50 The significant issue in this appeal involves his Honour's somewhat implicit conclusion that it was unreasonable for the appellants to have left this stairway in its present condition. The appellants submit that there was in the circumstances no material capable of supporting this conclusion. Alternatively, it is said to be a conclusion which this Court (being in as good a position as the primary judge) ought to reject.
51 In my view the conclusion was open to Judge Sorby and I am not persuaded that his Honour erred in reaching it.
52 This stairway was in regular use, as the appellants knew or at the very least ought to have known. It was a convenient method of ingress and egress to the upper level and its use for that purpose was not prohibited at the relevant time.
53 The stairs were steep and exposed to the elements. The 19 risers were one more than the maximum permitted for a fire escape under Ordinance 71 and there was no landing. These matters made them inherently dangerous, more so than many stairways encountered in everyday life. Of course the dangers were obvious, with or without the assistance of the notice.
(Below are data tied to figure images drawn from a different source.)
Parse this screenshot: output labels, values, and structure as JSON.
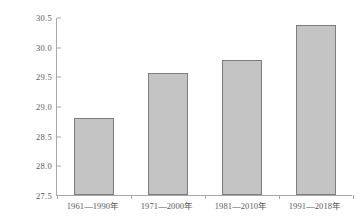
{
  "chart_data": {
    "type": "bar",
    "title": "",
    "xlabel": "",
    "ylabel": "雨强/ (mm/h)",
    "categories": [
      "1961—1990年",
      "1971—2000年",
      "1981—2010年",
      "1991—2018年"
    ],
    "values": [
      28.8,
      29.55,
      29.78,
      30.37
    ],
    "ylim": [
      27.5,
      30.5
    ],
    "ytick_labels": [
      "27.5",
      "28.0",
      "28.5",
      "29.0",
      "29.5",
      "30.0",
      "30.5"
    ],
    "ytick_values": [
      27.5,
      28.0,
      28.5,
      29.0,
      29.5,
      30.0,
      30.5
    ],
    "grid": false,
    "legend": false,
    "series": [
      {
        "name": "雨强",
        "values": [
          28.8,
          29.55,
          29.78,
          30.37
        ]
      }
    ],
    "colors": {
      "bar_fill": "#c4c4c4",
      "bar_border": "#7d7d7d",
      "axis": "#a8a8a8",
      "text": "#5a5a5a",
      "background": "#ffffff"
    }
  }
}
The photographs confirm this. The very obviousness of the danger in no way absolves users from their own responsibility to take care for their own safety. But the dangers were also obvious to those having the control of the stairs, ie the appellants.
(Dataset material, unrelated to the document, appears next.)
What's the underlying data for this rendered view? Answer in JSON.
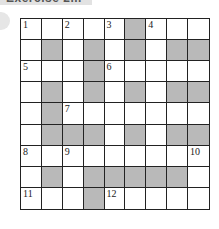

54 It was reasonably foreseeable that persons might slip and fall when ascending or descending these stairs. This could happen in circumstances either involving fault or absence of fault on the part of the user. It was equally foreseeable that some persons using the stairs would be carrying things and thus be impeded in their capacity to hold or grab hold of the handrail.
55 What to my mind was also quite foreseeable was the possibility that, if a person slipped and fell, then he or she might slide off the edge and fall to the concrete below. The gaps between the balustrades spanned six steps in the middle section and five steps at the top. The top step was three and half metres above the floor surface and it was obvious that a person who fell could suffer serious injury. On the Shirt calculus, the risk was "real" (in Sorby DCJ's words) and the probability of its occurrence was in my view not negligible.
56 There were available and relatively cheap means of avoiding or minimising this risk by providing a mid-handrail or some equivalent barrier.
57 The fact that there were no recorded falls does not in itself absolve the appellants from a finding of breach so long as the circumstances would have alerted a reasonable person to the danger posed by the defect and so long as the court found it unreasonable to have ignored that danger (Baker v Gilbert [2003] NSWCA 113 esp at [38]).
58 The obviousness of the risk and the means to reduce it were reinforced by the legislative attention paid to the matter over the years. Merely because the stairway may have been erected in accordance with then prevailing legislative building standards does not conclude the issue of breach or justify the occupier in sitting pat. As Gleeson CJ remarked in Tame (at 14):
Reasonableness is judged in the light of current community standards. As Lord Macmillan said in Donoghue v Stevenson [1932] AC 562 at 619, "conception[s] of legal responsibility … adap[t] to … social conditions and standards."